Task prompt:
Each line below from the one containing "What do you see at coordinates (20, 347)" through the one containing "This screenshot has height=361, width=644." is to be given again exactly, and no line outside that span.

The data:
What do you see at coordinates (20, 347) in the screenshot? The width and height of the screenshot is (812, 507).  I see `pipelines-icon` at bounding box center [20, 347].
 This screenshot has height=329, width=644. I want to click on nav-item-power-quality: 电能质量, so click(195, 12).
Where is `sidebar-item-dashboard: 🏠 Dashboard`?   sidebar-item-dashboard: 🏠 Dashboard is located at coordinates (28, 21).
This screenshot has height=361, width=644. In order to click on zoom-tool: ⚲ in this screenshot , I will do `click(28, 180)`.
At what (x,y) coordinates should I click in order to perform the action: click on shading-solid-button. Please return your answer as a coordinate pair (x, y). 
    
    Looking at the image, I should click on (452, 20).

==

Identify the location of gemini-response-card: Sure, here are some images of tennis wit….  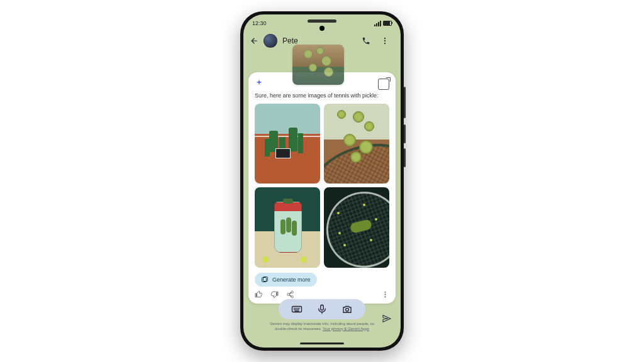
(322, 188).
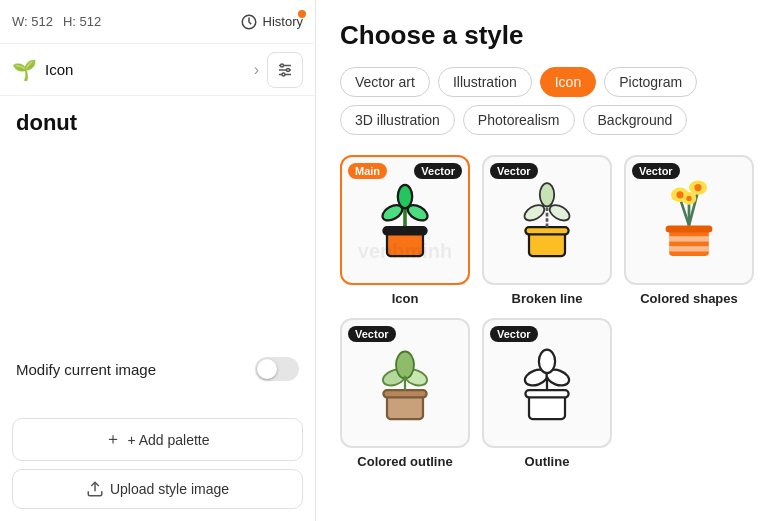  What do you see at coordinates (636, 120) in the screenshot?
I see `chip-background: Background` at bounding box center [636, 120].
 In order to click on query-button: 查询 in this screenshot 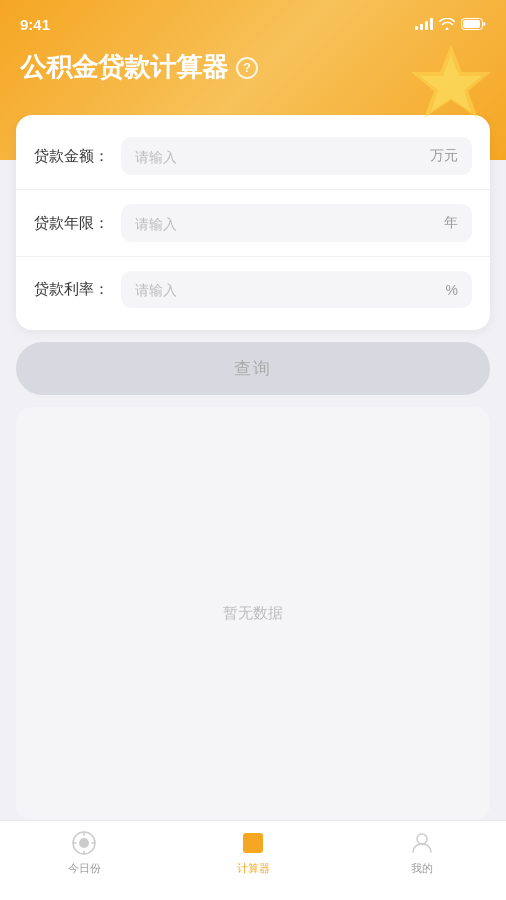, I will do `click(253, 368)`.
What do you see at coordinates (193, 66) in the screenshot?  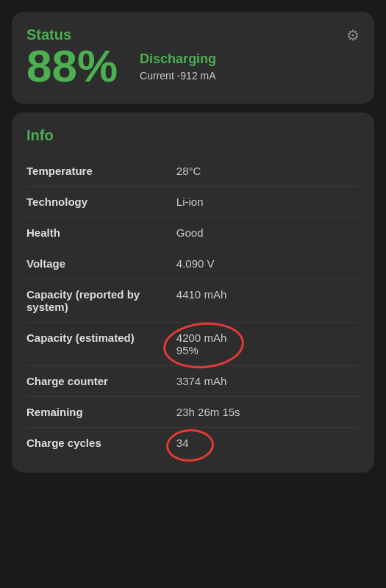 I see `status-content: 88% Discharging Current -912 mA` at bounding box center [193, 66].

--

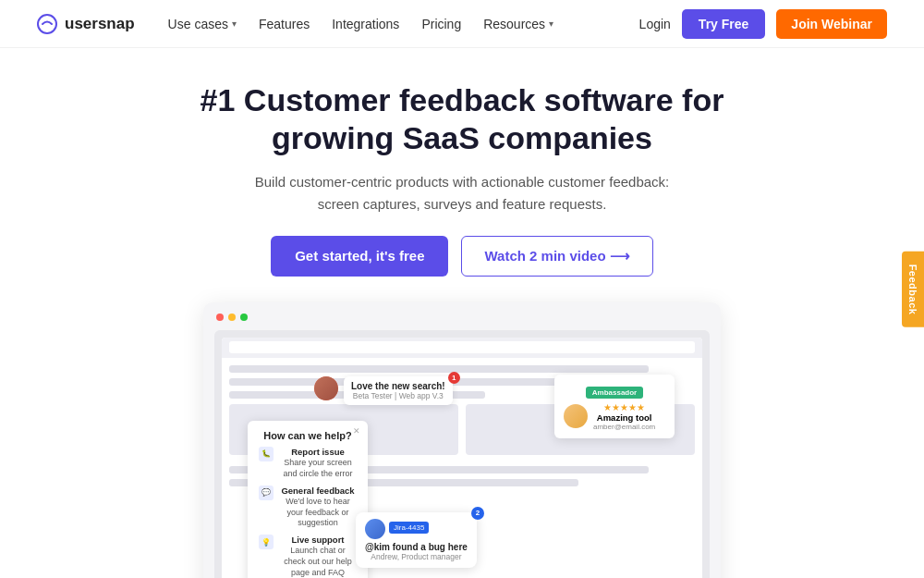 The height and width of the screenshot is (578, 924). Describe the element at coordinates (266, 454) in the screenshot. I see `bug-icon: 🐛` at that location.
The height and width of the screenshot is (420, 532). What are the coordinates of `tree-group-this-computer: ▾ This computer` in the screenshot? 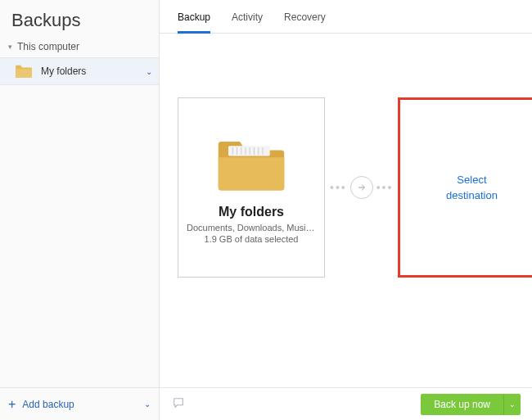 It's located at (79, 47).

Solution below:
What do you see at coordinates (20, 347) in the screenshot? The width and height of the screenshot is (812, 507).  I see `pipelines-icon` at bounding box center [20, 347].
 This screenshot has height=329, width=644. I want to click on nav-item-power-quality: 电能质量, so click(195, 12).
Where is `sidebar-item-dashboard: 🏠 Dashboard`?   sidebar-item-dashboard: 🏠 Dashboard is located at coordinates (28, 21).
This screenshot has height=361, width=644. In order to click on zoom-tool: ⚲ in this screenshot , I will do `click(28, 180)`.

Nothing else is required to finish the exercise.